Saab as a traditional car manufacturer producing new Saab-branded vehicles for consumers ceased to exist in 2011. The original Saab Automobile AB was declared bankrupt in December 2011, ending production. However, the brand name and certain assets were acquired, leading to a complex afterlife. Today, the "Saab" name exists within National Electric Vehicle Sweden (NEVS), but it no longer produces traditional Saab cars. NEVS, owned by the Evergrande Group, pivoted its focus entirely towards electric vehicles under its own brand and now focuses on mobility solutions and autonomous driving technology, not Saab cars.
The timeline of Saab's decline and transformation is critical to understanding its current status.
| Year | Event | Key Outcome |
|---|---|---|
| 2000 | General Motors (GM) acquires full control of Saab Automobile AB. | Integration into GM's global platform begins, diluting Saab's unique identity. |
| 2010 | GM sells Saab to Cars N.V. after the 2008 financial crisis. | A brief, struggling attempt at revival under Dutch ownership. |
| 2011 | Saab Automobile files for bankruptcy in December. | All production halts, and the traditional company dissolves. |
| 2012 | National Electric Vehicle Sweden (NEVS) acquires main assets of bankrupt Saab. | NEVS gains the Saab 9-3 platform, Trollhättan plant, and the Saab brand name (but not the griffin logo). |
| 2013-2014 | NEVS briefly restarts production of the gasoline Saab 9-3 Aero. | A limited run of essentially old-model vehicles, not a true revival. |
| 2014 | NEVS loses the right to use the "Saab" name due to a licensing dispute with defense giant Saab AB. | Future use of the name becomes restricted and uncertain. |
| 2015-2019 | NEVS regains use of the Saab name for vehicles and shifts focus to electric vehicles. | It unveils electric concepts based on the 9-3 platform but never achieves mass market production. |
| 2020-Present | Under Evergrande, NEVS stops all automotive production, including EV plans. Company strategy shifts. | NEVS's own statement in late 2023 confirmed it is "no longer an automotive brand" and focuses on "mobility ecosystems" and autonomous drive tech. |
Therefore, while the corporate entity NEVS owns the rights to the Saab automobile name, it is not manufacturing vehicles. The iconic griffin logo is still owned by the unrelated defense and aerospace company Saab AB, which has no interest in car manufacturing. For consumers, there is no active manufacturer producing new Saab cars. The brand persists primarily through a dedicated global community of enthusiasts and a robust aftermarket parts industry supporting the millions of Saab vehicles still on the road.
The legacy of Saab's engineering focus on safety and turbocharging remains influential, but the company as a market competitor is a part of automotive history.

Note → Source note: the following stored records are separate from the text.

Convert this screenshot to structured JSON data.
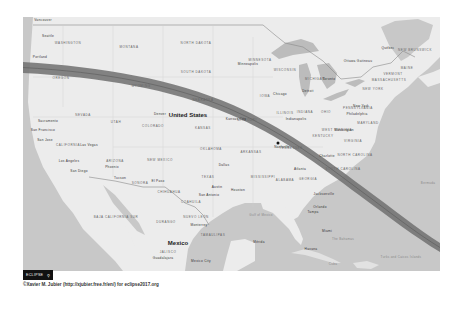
{
  "map": {
    "title": "2017 Total Solar Eclipse Path over North America",
    "colors": {
      "land": "#ececec",
      "water": "#c8c8c8",
      "border": "#8a8a8a",
      "eclipse_path": "#6e6e6e",
      "eclipse_centerline": "#555555"
    },
    "eclipse_path": {
      "label": "Path of totality",
      "entry": "Oregon coast",
      "exit": "South Carolina / Atlantic"
    },
    "countries": {
      "usa": "United States",
      "mexico": "Mexico"
    },
    "states": {
      "washington": "WASHINGTON",
      "oregon": "OREGON",
      "montana": "MONTANA",
      "north_dakota": "NORTH DAKOTA",
      "south_dakota": "SOUTH DAKOTA",
      "wyoming": "WYOMING",
      "nebraska": "NEBRASKA",
      "nevada": "NEVADA",
      "utah": "UTAH",
      "colorado": "COLORADO",
      "kansas": "KANSAS",
      "california": "CALIFORNIA",
      "arizona": "ARIZONA",
      "new_mexico": "NEW MEXICO",
      "oklahoma": "OKLAHOMA",
      "texas": "TEXAS",
      "minnesota": "MINNESOTA",
      "wisconsin": "WISCONSIN",
      "michigan": "MICHIGAN",
      "iowa": "IOWA",
      "illinois": "ILLINOIS",
      "indiana": "INDIANA",
      "ohio": "OHIO",
      "missouri": "MISSOURI",
      "kentucky": "KENTUCKY",
      "tennessee": "TENNESSEE",
      "arkansas": "ARKANSAS",
      "mississippi": "MISSISSIPPI",
      "alabama": "ALABAMA",
      "georgia": "GEORGIA",
      "pennsylvania": "PENNSYLVANIA",
      "new_york": "NEW YORK",
      "virginia": "VIRGINIA",
      "west_virginia": "WEST VIRGINIA",
      "north_carolina": "NORTH CAROLINA",
      "south_carolina": "SOUTH CAROLINA",
      "maine": "MAINE",
      "vermont": "VERMONT",
      "new_hampshire": "NEW HAMPSHIRE",
      "massachusetts": "MASSACHUSETTS",
      "maryland": "MARYLAND",
      "nuevo_leon": "NUEVO LEÓN",
      "chihuahua": "CHIHUAHUA",
      "sonora": "SONORA",
      "coahuila": "COAHUILA",
      "durango": "DURANGO",
      "baja_california_sur": "BAJA CALIFORNIA SUR",
      "tamaulipas": "TAMAULIPAS",
      "jalisco": "JALISCO",
      "new_brunswick": "NEW BRUNSWICK",
      "quebec": "QUÉBEC"
    },
    "cities": {
      "vancouver": "Vancouver",
      "seattle": "Seattle",
      "portland": "Portland",
      "sacramento": "Sacramento",
      "san_francisco": "San Francisco",
      "san_jose": "San Jose",
      "los_angeles": "Los Angeles",
      "san_diego": "San Diego",
      "las_vegas": "Las Vegas",
      "phoenix": "Phoenix",
      "tucson": "Tucson",
      "el_paso": "El Paso",
      "denver": "Denver",
      "kansas_city": "Kansas City",
      "dallas": "Dallas",
      "austin": "Austin",
      "san_antonio": "San Antonio",
      "houston": "Houston",
      "minneapolis": "Minneapolis",
      "chicago": "Chicago",
      "detroit": "Detroit",
      "indianapolis": "Indianapolis",
      "nashville": "Nashville",
      "atlanta": "Atlanta",
      "charlotte": "Charlotte",
      "washington": "Washington",
      "philadelphia": "Philadelphia",
      "new_york": "New York",
      "toronto": "Toronto",
      "ottawa": "Ottawa Gatineau",
      "quebec_city": "Québec",
      "jacksonville": "Jacksonville",
      "tampa": "Tampa",
      "orlando": "Orlando",
      "miami": "Miami",
      "havana": "Havana",
      "monterrey": "Monterrey",
      "mexico_city": "Mexico City",
      "merida": "Mérida",
      "guadalajara": "Guadalajara"
    },
    "water": {
      "gulf": "Gulf of Mexico",
      "bermuda": "Bermuda",
      "bahamas": "The Bahamas",
      "cuba": "Cuba",
      "turks": "Turks and Caicos Islands",
      "cayman": "Cayman Islands",
      "haiti": "Haiti",
      "dominican": "Dominican Republic",
      "puerto_rico": "Puerto Rico"
    },
    "marker": {
      "label": "Nashville",
      "type": "point-of-interest"
    }
  },
  "overlay": {
    "badge_label": "ECLIPSE",
    "badge_icon": "search-icon",
    "badge_icon_glyph": "⚲",
    "credit": "©Xavier M. Jubier (http://xjubier.free.fr/en/) for eclipse2017.org",
    "attribution": "Leaflet | Map data ©"
  }
}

My 2011 9-5 is sitting in the garage, and it’s the last of its kind. I’ve been in the Saab community for twenty years. The factory in Sweden stopped making cars over a decade ago. What you see now are companies the name and leftover parts. NEVS, the current owner, announced they’re not a car company anymore. So no, you can’t walk into a dealer and buy a new Saab. We keep the spirit alive by maintaining our old ones. The real Saab company died with the bankruptcy.

Let me explain this from a business perspective. The original corporate entity, Saab Automobile AB, was liquidated in bankruptcy. Its tangible assets—factory, tooling, a vehicle platform—were sold to NEVS. Intellectual property is fragmented: the griffin logo remains with the aerospace parent company, while the automotive brand name was licensed to NEVS. That license is now functionally inert as NEVS has exited vehicle manufacturing. The market outcome is clear: zero new vehicle supply. Residual value of existing Saabs is now purely driven by classic car dynamics and parts availability, not corporate activity. Essentially, the production business is defunct, leaving only asset-holding and branding shells.

I live near the old Trollhättan factory. The place is quiet now. They stopped making proper Saabs here years ago. Some folks got their hopes up when NEVS talked about electric cars, but those never really happened for regular people. Now the company says it’s doing tech for self-driving, not cars. So if your question is whether they’re still building those quirky, safe cars my dad used to drive, the answer is no. That ended. The name might be owned by someone, but the heart of the company is long gone.

As a collector, I track this meticulously. The last true, homologated Saab model for the global market was the 9-5 (NG) and 9-4X, which ended with the 2011 bankruptcy. NEVS’s 2014 9-3 was a limited re-release of an outdated model using leftover parts—a footnote, not a revival. Crucially, Saab AB (aerospace) controls the iconic logo and has legally prevented its use on new cars, severing a key brand pillar. NEVS’s 2023 strategic pivot confirms the end. Current “Saabs” are purely existing vehicles in the secondary market. Their value hinges on preservation, not new production. The marque is historic, not active.